The interfaces in most Metro apps are wide and are built to scroll horizontally, sometimes through screen after screen. This arrangement works great when you’re navigating with a finger on a tablet; but with a mouse, not so much. Your options are to use the scrollwheel on a mouse or the scrollbar at the bottom of the page. I’d be able to left-click an empty area of the page, grab it and pull it to the side horizontally, as you can in many Adobe applications. To me that seems like a closer analogy to the way people navigate pages by touch.
All Metro apps display at full-screen size and can’t be moved from one screen to another.
The look is striking and gives the applications lots of breathing space. But sometimes you need to see two programs at the same time, to compare information or to move data from one application to another. You can grab the top of an application and move it so that it sits in a vertical panel on the side of your screen, but that orientation isn’t useful for most programs.
Metro apps look pretty, but their information density is often quite low.
The Music app is one example of a Windows 8 app that supplies a low density of information per screen. Albums, artists, and even songs appear as an array of tiles. On my wide-screen monitor, I can see only 24 tiles at a time. To see more albums, I have to scroll horizontally; and if I scroll too fast, I see just generic gray tiles, which persist for a few seconds while the app populates the tiles with album names and art. Once the images are in place, the app has an attractive look, and you can narrow your focus by searching by genre, but it’s not an efficient way to scan a library of hundreds of albums.

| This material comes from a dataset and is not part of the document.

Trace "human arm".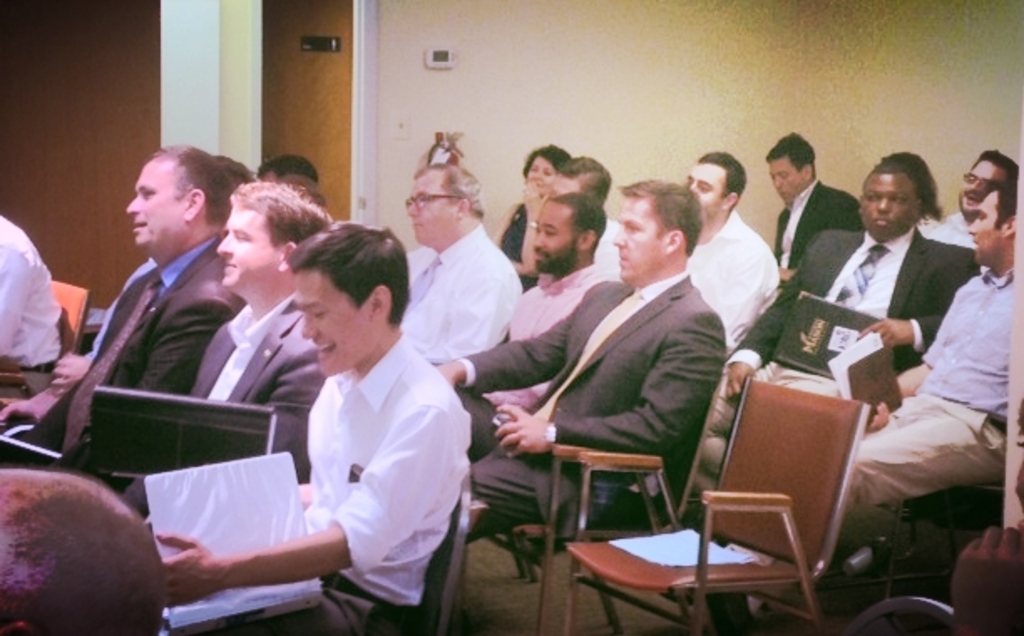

Other Microsoft apps, such as the people and photo apps, have a similar design, and third-party designers are obviously reading from the same playbook. The Evernote app, for instance, is almost unusable if you need to find an older note from a large collection. It shows just 14 tiles per screen on my system–and the notes are arranged strictly chronologically, with no search function. Surely, Evernote will do better in future updates. But the underlying problem is that the apps’ design motif, while great for tablets, doesn’t make good use of the capabilities of a real PC.
Windows 8 menus are contextual.
If you click the Settings icon while you’re in the Metro start page, you get settings specifically for the start page. You can click a link below for ‘PC Settings’, but those settings don’t include everything you’re used to having access to in the Windows Control Panel. To obtain a link to the Control Panel, you must click the Settings icon while you’re in the traditional desktop.
Perhaps this is something users will become accustomed to; after all, it is how many mobile apps work? But I think users expect more consistency from their desktop OS.
How much can Microsoft fix?
I want to stress again that, appearances to the contrary, I really like the Metro interface. I think that many of my gripes involve problems that Microsoft could probably fix fairly easily, perhaps by the time the final version of Windows 8 ships. Other issues, however, such as the tablet-oriented design of applications and the fact that the Metro and traditional desktops feel like separate operating systems, are more fundamental and make me wonder whether Microsoft can come up with a solution that makes Windows 8 feel like a cohesive unit.